As a fan, I have learned more about the history of the Bulldogs, the geography of the places they play and as a result have been well prepared when I have been to away games. And when I don’t get to travel, the treat is Friday nights or weeknights during basketball season when I get to hear stats that I can’t get anywhere else and information I can use in my articles in the paper.

I have learned to use and greatly appreciate the journalists of the county instead of most towns where there is competition between warring factions.

And then. There is the candor, the quips and the laughter… and the sadness that neither man hides in his job as a commentator. I think of the day Kennedy was shot and Cronkite was overcome with emotion. Now… it’s a bit different – a president being shot and a football team getting beat one game short of the state championship – but it’s nice to know we have real fans in the booth – wearing their heart on their sleeve speaking the things we are feeling at home.

Like soldiers on foreign soil, they keep us as if we are there in the battle.

There are times in my profession that, by the end of the day I am spent. Done. I have no strength to go even one more mile. And sometimes it’s a bad day. There have been times that sitting there numb from the world that Smitty will tease Malcolm about how short he is, Malcolm will respond with either a well-timed silence or a quick comeback and suddenly I am sitting in my living room laughing right out loud. And then the day just kind of fades into the distance.

And I’m sure I am about to write a new book called “Malcolmisms” which are clever, witty and amusing things that spew forth from Malcolm’s mouth.

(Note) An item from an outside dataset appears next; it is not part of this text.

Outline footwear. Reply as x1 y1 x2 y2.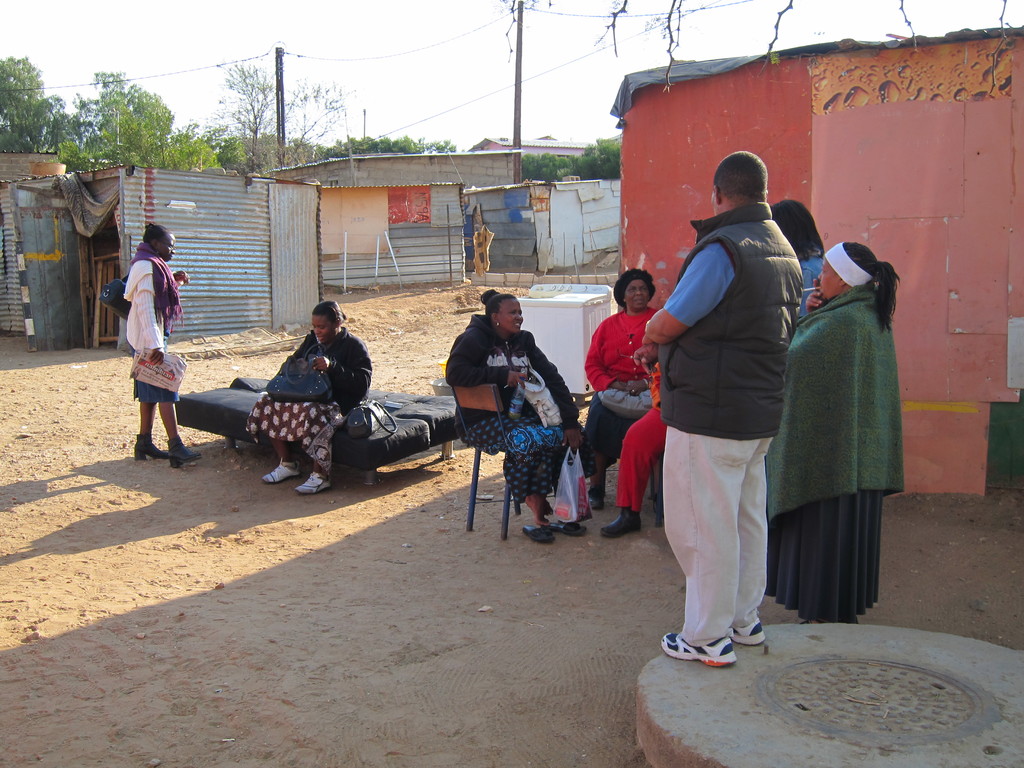
131 435 167 454.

And these guys are faithful. No games missed, always fighting the technology phantoms of a lesser venue, forced to watch the game a mile above the field, sometimes in dark little corners – and sometimes with no heat on a very cold night.

And who isn’t grateful that after a four-overtime basketball game and four hours from home on icy and snow covered roads that we could listen to it from the friendly confines of our own living room.

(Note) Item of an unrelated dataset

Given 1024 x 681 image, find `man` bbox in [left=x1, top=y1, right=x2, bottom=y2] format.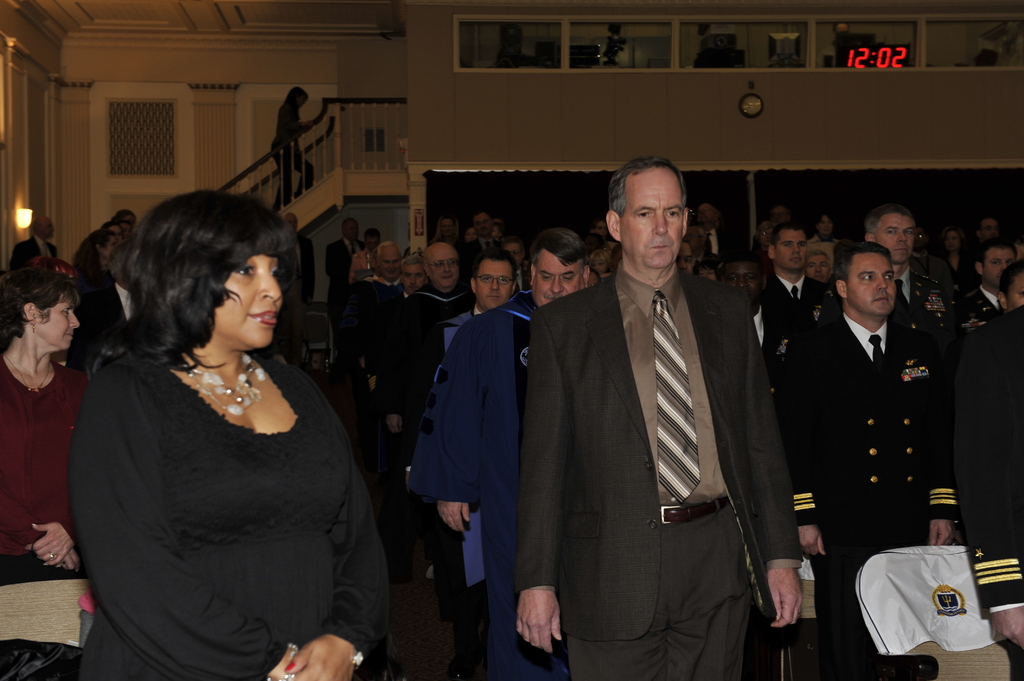
[left=806, top=252, right=837, bottom=292].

If you cut them, they will bleed blue and gold. They deserve some kind of a medal. Or at least – our admiration for what they have been doing year after year, week after week for our community. This is NOT part of their job description or for fame or fortune and they sacrifice the time they could be spending with their own families. This is their gift to us, Wheatland, and from one journalist to another… Well done my friends and colleagues… well done.